Coelho is a Brazilian writer with four books to his credit. Following Diary of a Magus (1992—not reviewed) came this book, published in Brazil in 1988: it's an interdenominational, transcendental, inspirational fable—in other words, a bag of wind.
The story is about a youth empowered to follow his dream. Santiago is an Andalusian shepherd boy who learns through a dream of a treasure in the Egyptian pyramids.

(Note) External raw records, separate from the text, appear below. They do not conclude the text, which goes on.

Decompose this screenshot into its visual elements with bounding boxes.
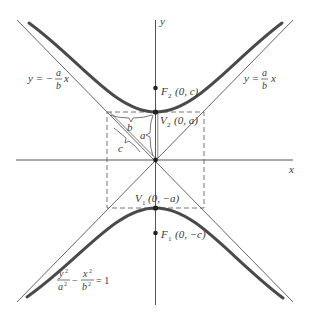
- svg-text:2: 2: [65, 268, 68, 274]
- label-c: c: [118, 142, 123, 154]
- svg-text:a: a: [262, 67, 267, 78]
- vertex-v2-point: [153, 109, 158, 114]
- svg-text:F: F: [160, 85, 168, 97]
- svg-text:= 1: = 1: [96, 275, 109, 286]
- center-point: [153, 158, 158, 163]
- hyperbola-diagram: y x F 2 (0, c) V 2 (0, a) V 1 (0, −a) F …: [0, 0, 312, 313]
- vertex-v1-point: [153, 205, 158, 210]
- svg-text:(0, −a): (0, −a): [148, 192, 180, 205]
- svg-text:x: x: [270, 72, 276, 84]
- svg-text:2: 2: [64, 281, 67, 287]
- asymptote-left-label: y = − a b x: [27, 67, 69, 91]
- svg-text:(0, a): (0, a): [174, 114, 198, 127]
- label-f1: F 1 (0, −c): [160, 228, 206, 243]
- label-v2: V 2 (0, a): [160, 114, 198, 129]
- svg-text:1: 1: [142, 199, 146, 207]
- svg-text:2: 2: [168, 92, 172, 100]
- svg-text:F: F: [160, 228, 168, 240]
- svg-text:−: −: [72, 275, 78, 286]
- svg-text:b: b: [262, 80, 267, 91]
- svg-text:y = −: y = −: [27, 72, 53, 84]
- svg-text:2: 2: [89, 268, 92, 274]
- label-v1: V 1 (0, −a): [135, 192, 180, 207]
- label-b: b: [127, 121, 133, 133]
- y-axis-label: y: [159, 15, 165, 27]
- svg-text:x: x: [63, 72, 69, 84]
- svg-text:x: x: [82, 268, 88, 279]
- svg-text:a: a: [58, 281, 63, 292]
- svg-text:a: a: [56, 67, 61, 78]
- svg-text:2: 2: [167, 121, 171, 129]
- svg-text:2: 2: [88, 281, 91, 287]
- focus-f1-point: [153, 231, 158, 236]
- svg-text:y =: y =: [243, 72, 259, 84]
- svg-text:b: b: [82, 281, 87, 292]
- focus-f2-point: [153, 86, 158, 91]
- svg-text:1: 1: [168, 235, 172, 243]
- hyperbola-equation: y 2 a 2 − x 2 b 2 = 1: [57, 268, 109, 292]
- svg-text:(0, c): (0, c): [175, 85, 199, 98]
- label-a: a: [140, 129, 146, 141]
- asymptote-right-label: y = a b x: [243, 67, 276, 91]
- svg-text:(0, −c): (0, −c): [175, 228, 206, 241]
- svg-text:b: b: [56, 80, 61, 91]
- x-axis-label: x: [288, 163, 294, 175]
- svg-text:y: y: [58, 268, 64, 279]
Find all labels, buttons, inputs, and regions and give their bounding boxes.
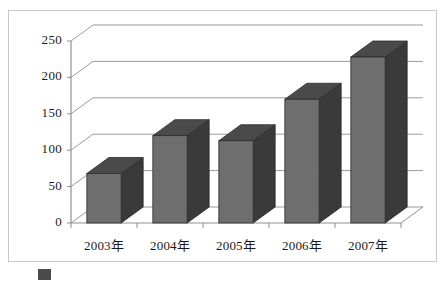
bar-2003年: [87, 157, 143, 223]
y-tick-label: 150: [22, 105, 62, 121]
y-tick-label: 0: [22, 214, 62, 230]
caption-marker-icon: [38, 269, 51, 280]
bar-2007年: [351, 41, 407, 223]
column-chart-3d: [9, 11, 438, 263]
x-category-label: 2005年: [199, 235, 273, 254]
screenshot-root: 050100150200250 2003年2004年2005年2006年2007…: [0, 0, 447, 283]
x-category-label: 2004年: [133, 235, 207, 254]
bar-2006年: [285, 83, 341, 223]
x-category-label: 2007年: [331, 235, 405, 254]
bar-2005年: [219, 125, 275, 223]
y-tick-label: 100: [22, 141, 62, 157]
y-tick-label: 200: [22, 68, 62, 84]
x-category-label: 2006年: [265, 235, 339, 254]
x-category-label: 2003年: [67, 235, 141, 254]
y-tick-label: 50: [22, 178, 62, 194]
y-tick-label: 250: [22, 32, 62, 48]
bars-layer: [87, 41, 407, 223]
figure-caption: [0, 266, 447, 283]
bar-2004年: [153, 120, 209, 223]
chart-frame: 050100150200250 2003年2004年2005年2006年2007…: [8, 10, 437, 262]
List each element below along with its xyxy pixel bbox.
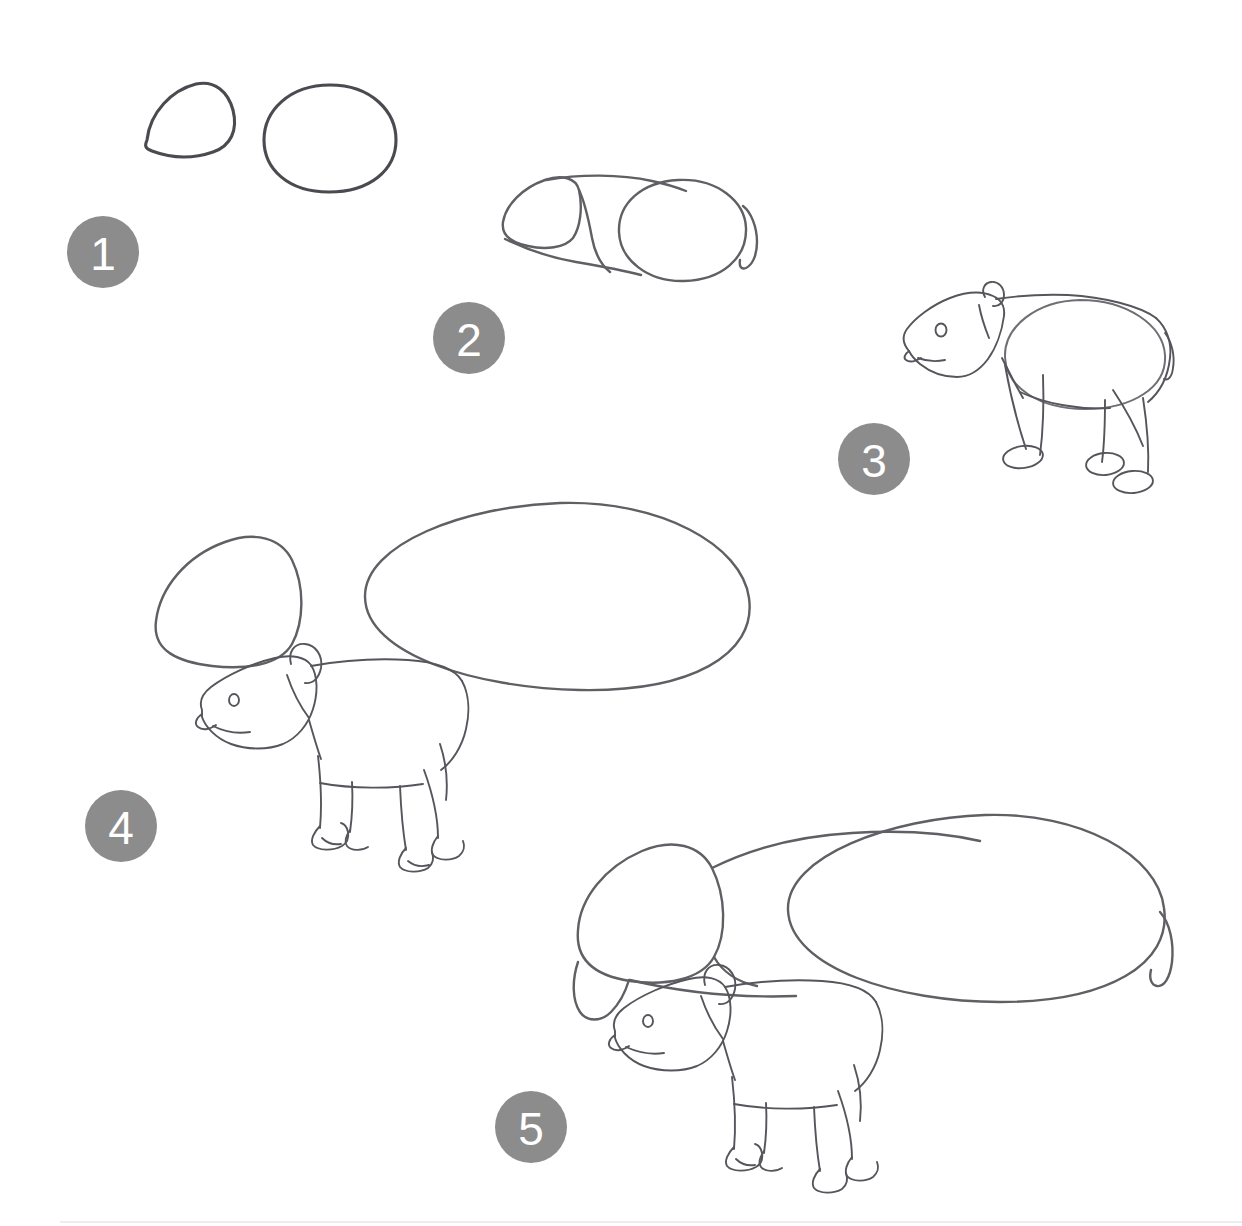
step4-baby-ear [290,644,321,683]
badge-number-4: 4 [108,802,134,854]
step2-neck-connector [579,190,610,272]
step4-baby-rear [441,681,468,770]
step-badges: 1 2 3 4 5 [67,216,910,1163]
step3-front-leg-near [1040,375,1043,455]
step3-snout-line [918,358,945,361]
badge-number-3: 3 [861,435,887,487]
step-4-drawing [156,503,750,872]
step3-belly-line [1020,392,1110,408]
step-3-drawing [904,282,1174,495]
step5-foot-hind-far [813,1169,847,1193]
step4-baby-ear-inner [287,675,309,718]
step3-ear-inner [979,305,989,338]
step-1-drawing [146,83,396,192]
step4-foot-hind-near [432,836,464,860]
step5-foot-front-far [760,1151,782,1171]
badge-number-5: 5 [518,1103,544,1155]
step4-baby-front-leg-far [350,782,352,832]
head-guide-triangle [146,83,235,157]
step5-baby-back [725,980,876,1002]
step2-head-guide-triangle [503,177,581,248]
badge-number-2: 2 [456,314,482,366]
step4-baby-front-leg-near [318,756,321,828]
step5-baby-ear [704,965,735,1004]
step4-baby-belly [320,783,423,788]
step3-front-leg-far [1005,365,1026,449]
step5-foot-front-near [726,1144,762,1171]
step3-head-outline [904,293,1004,377]
step4-baby-back [311,659,462,681]
step-badge-5[interactable]: 5 [495,1091,567,1163]
tutorial-canvas: 1 2 3 4 5 [0,0,1242,1226]
step5-baby-hind-leg-far [814,1107,820,1171]
step3-body-guide-oval [1005,300,1165,409]
step5-toe-line-a [736,1159,755,1165]
step4-baby-mouth-line [213,726,250,733]
step4-foot-front-far [346,830,368,850]
step5-adult-tail-hook [1150,912,1172,986]
step3-back-line [996,295,1156,318]
step4-adult-head-guide [156,537,302,667]
step4-baby-hind-leg-near [424,770,438,838]
step-badge-3[interactable]: 3 [838,423,910,495]
step-badge-1[interactable]: 1 [67,216,139,288]
step3-foot-front-far [1002,443,1045,470]
step2-back-line [546,176,686,191]
badge-number-1: 1 [90,228,116,280]
step3-foot-hind-far [1085,451,1125,476]
step5-baby-chest [723,1041,735,1080]
step5-foot-hind-near [846,1157,878,1181]
step5-baby-mouth-line [626,1047,664,1054]
step5-baby-front-leg-far [764,1103,766,1153]
step-badge-4[interactable]: 4 [85,790,157,862]
step5-adult-body-guide [788,815,1165,1002]
step4-toe-line-a [322,838,341,844]
step3-hind-haunch [1113,390,1143,446]
step4-foot-hind-far [399,848,433,872]
step4-toe-line-b [408,861,429,866]
tutorial-illustration: 1 2 3 4 5 [0,0,1242,1226]
step-badge-2[interactable]: 2 [433,302,505,374]
step5-baby-front-leg-near [732,1077,735,1149]
step4-baby-hind-leg-far [400,786,406,850]
step5-baby-ear-inner [701,996,723,1039]
step5-baby-belly [734,1104,837,1109]
step2-body-guide-oval [619,180,746,281]
step3-foot-hind-near [1112,469,1154,494]
step3-eye [936,324,947,337]
step4-foot-front-near [312,823,348,850]
step4-baby-chest [309,720,321,759]
step4-baby-eye [229,694,239,706]
step5-adult-head-guide [578,845,723,983]
body-guide-oval [264,85,396,192]
step4-baby-haunch [440,744,447,800]
step-2-drawing [503,176,757,281]
step3-hind-leg-near [1143,398,1148,472]
step5-baby-haunch [854,1065,861,1121]
step5-adult-back-line [712,832,980,868]
step5-baby-rear [855,1002,882,1091]
step-5-drawing [574,815,1173,1193]
step5-baby-eye [643,1015,653,1027]
step5-baby-hind-leg-near [838,1091,852,1159]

An old man, the king of Salem, the first of various spiritual guides, tells the boy that he has discovered his destiny: "to realize one's destiny is a person's only real obligation." So Santiago sells his sheep, sails to Tangier, is tricked out of his money, regains it through hard work, crosses the desert with a caravan, stops at an oasis long enough to fall in love, escapes from warring tribesmen by performing a miracle, reaches the pyramids, and eventually gets both the gold and the girl. Along the way he meets an Englishman who describes the Soul of the World; the desert woman Fatima, who teaches him the Language of the World; and an alchemist who says, "Listen to your heart" A message clings like ivy to every encounter; everyone, but everyone, has to put in their two cents' worth, from the crystal merchant to the camel driver ("concentrate always on the present, you'll be a happy man"). The absence of characterization and overall blandness suggest authorship by a committee of self-improvement pundits—a far cry from Saint- Exupery's The Little Prince: that flagship of the genre was a genuine charmer because it clearly derived from a quirky, individual sensibility.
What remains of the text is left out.